On initial load it fetches the images and renders them. However, if the current route is refreshed (by pressing the button in the header navigation, for example), it fetches all 20 images once again and adds them in the view, and so on.
I tried dealing with it by setting something like 'loaded' in the state in the 'success, or 'after' methods of the instafeed, but that's clearly not working and is anti-pattern.
I tried doing it with componentDidMount, with the result of a doubled http call on initial rendering and 20x2 images at once.
Apparently, setting state is not the right strategy in this case. How could I either prevent the element from making a n-th call to Instagram, or maybe destroying the element on componentWillUpdate()?

Refresh "Button" that only refreshes components if their props have changed

I'm pretty new to React and Redux and I've been setting my environment in the past week.
I was wondering if their was such a thing as a refresh button that doesn't refresh the whole page but just the components containing the props that have changed in the store.
Example :
User_1 changes the store.
User_2 clicks a refresh button on his page (container).
The components containing props that have been modified are refreshed for User_2.
The perfect situation would be if User_2's interface components would refresh as soon as User_2 does the action, but I don't think it's possible yet. (If it is, please mention it)
Thanks in advance
UPDATE:
If you use GraphQl, it's worth looking into their "subscription" solution.
If your two user's are on different computers, then the store is not shared between them. Changes made to one user's store are not going to impact the store of a second user.
It sounds like what you really want is websockets. But this would be something you need to manage with the server-side of your application first, and which react/redux would merely consume.
In general, components will always instantly update when their props change. If a component didn't update, then it's props are still the same.

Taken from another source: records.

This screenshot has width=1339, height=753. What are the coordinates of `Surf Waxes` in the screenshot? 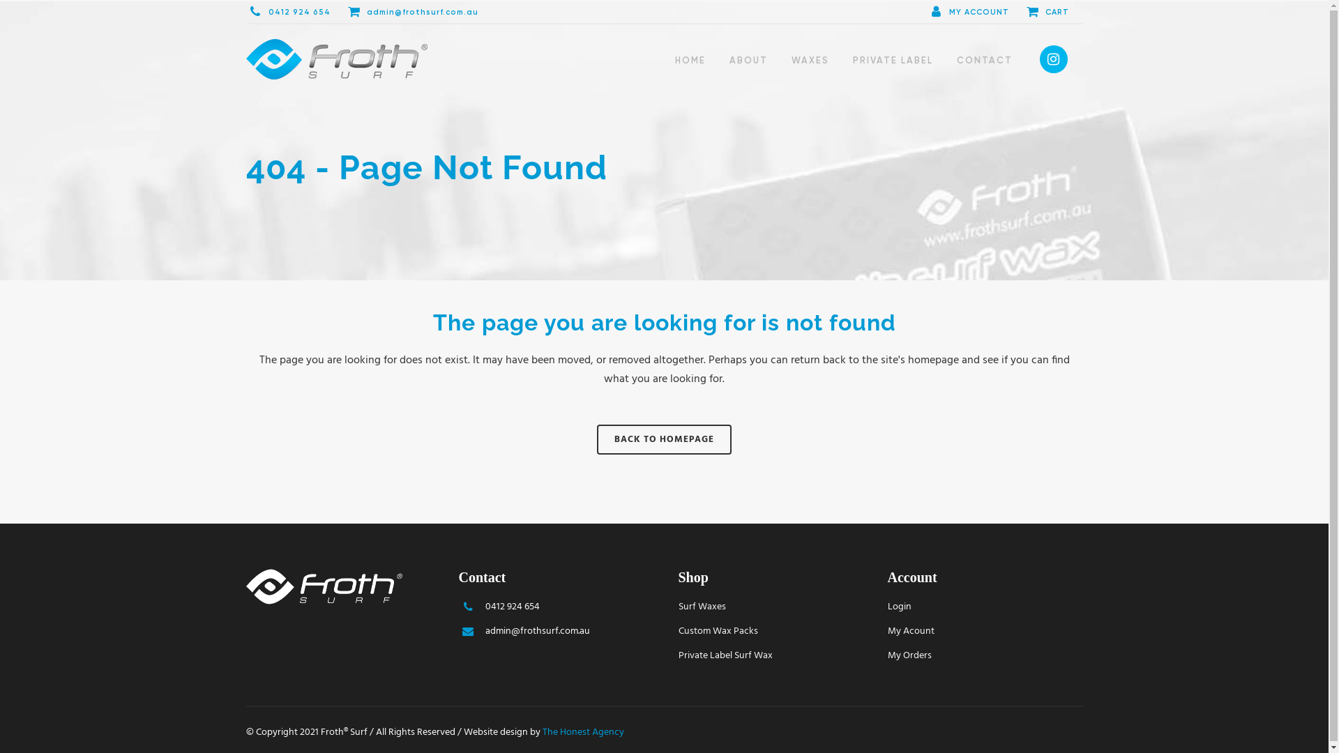 It's located at (774, 607). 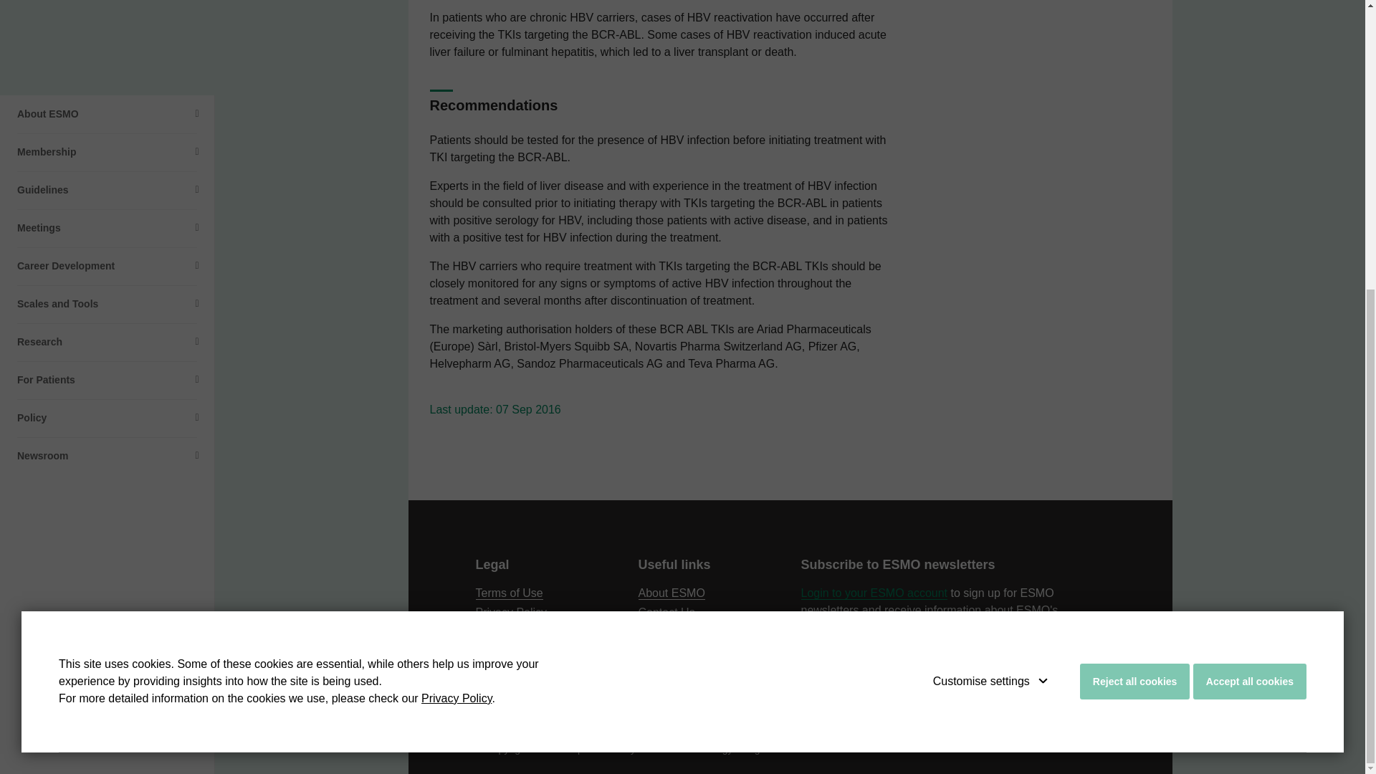 What do you see at coordinates (108, 10) in the screenshot?
I see `Newsroom` at bounding box center [108, 10].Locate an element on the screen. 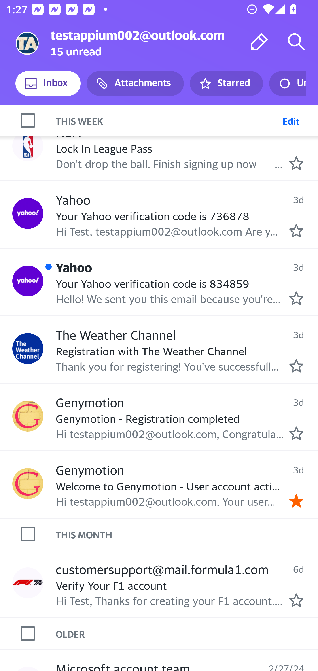  Mark as starred. is located at coordinates (296, 600).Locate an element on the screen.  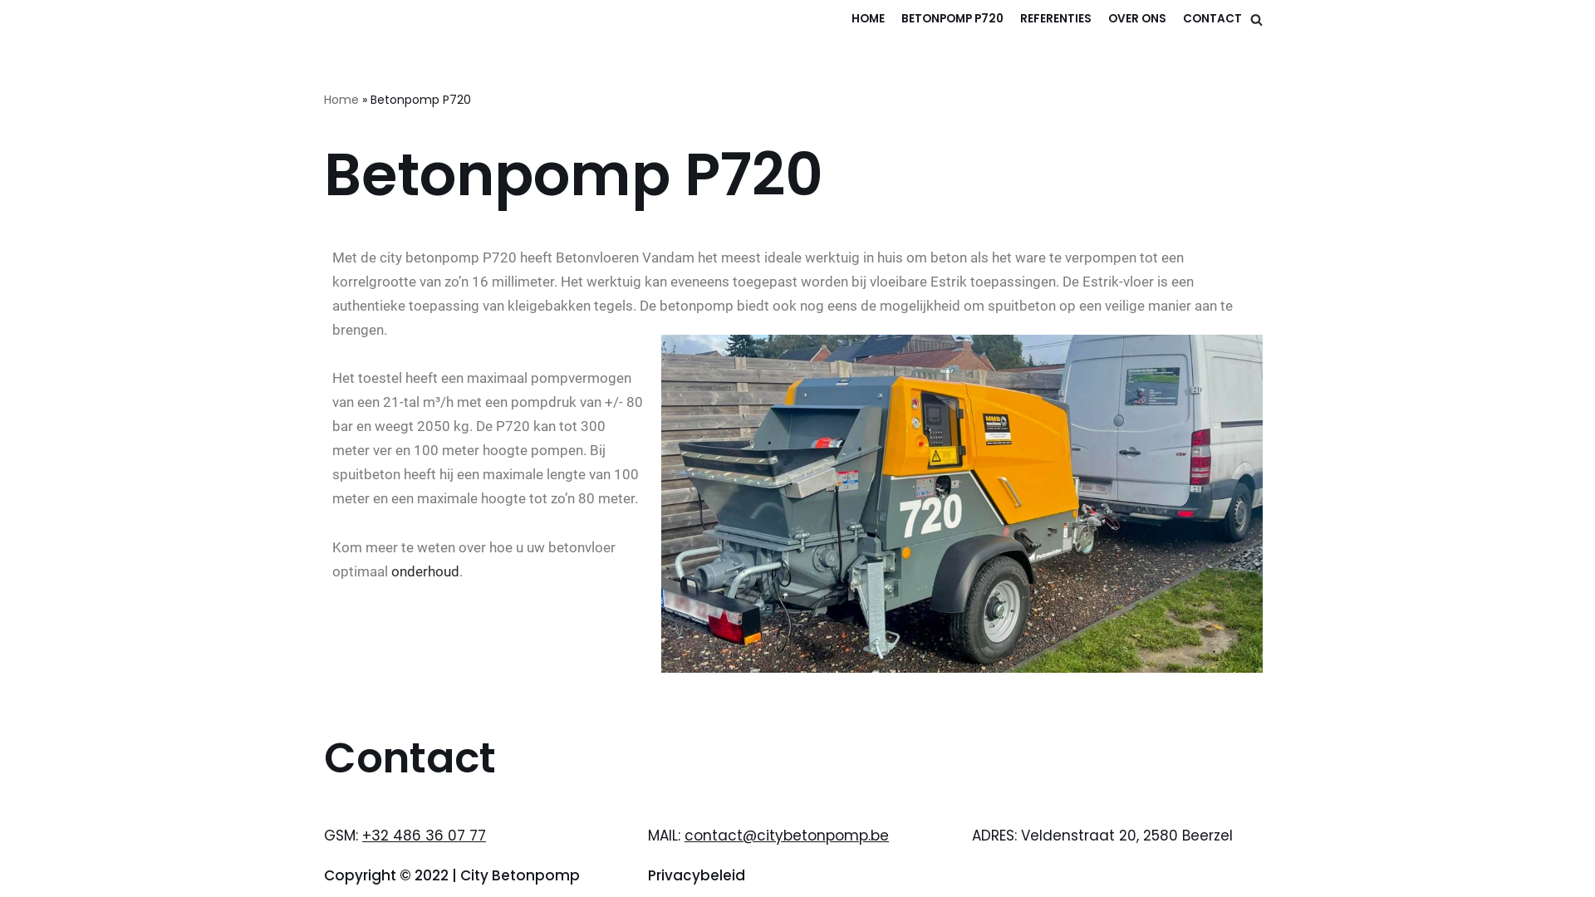
Home is located at coordinates (341, 100).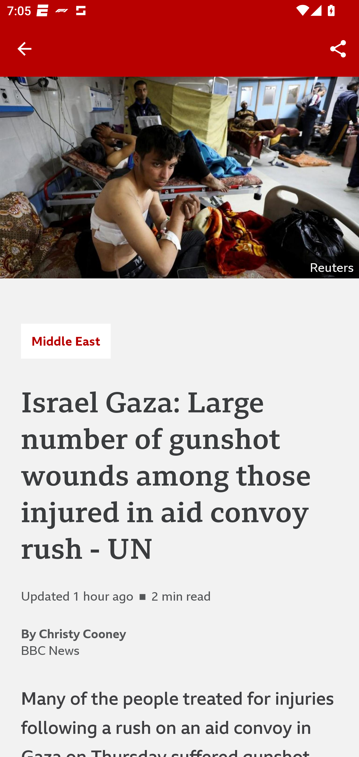 This screenshot has width=359, height=757. I want to click on Share, so click(338, 49).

How to check when the react components get rendered or rerendered

Is there any way to get logs of which all React components get rendered or rerendered when any event/action is performed. I just want to check whether any unwanted React component is getting rerendered. I know we could achieve this by adding consoles in render function, componentWillReceiveProps or componentWillUpdate. But I have number of components in my webapp. Adding console statements in each component would be a mess. Is there a better way?
A nice option is to visualise React components in the chrome timeline. This lets you see which components exactly get mounted, updated, and unmounted and how much time they take relative to each other. That feature was added as part of the release of React 15.4.0. You can take a look at the official blogpost to get a better insight, but summing up, those are the steps to get it up and running:
Load your app with ?react_perf in the query string (for example, http://localhost:3000/?react_perf).
Open the Chrome DevTools Timeline tab and press Record.
Perform the actions you want to profile. Don't record more than 20 seconds or Chrome might hang.
Stop recording.
React events will be grouped under the User Timing label.
After that, you will get a cool visual representation of mounting, updating and unmounting of your different components over time
In addition to rauliyohmc answer. Profiling tool he described is really helpful and powerful, but if your task is just checking if there are unnecessary re-renders (i.e. ones which did not lead to DOM changes) you can use nice and simple react-addons-perf tool. It has printWasted method which will provide you info about wasted re-renders.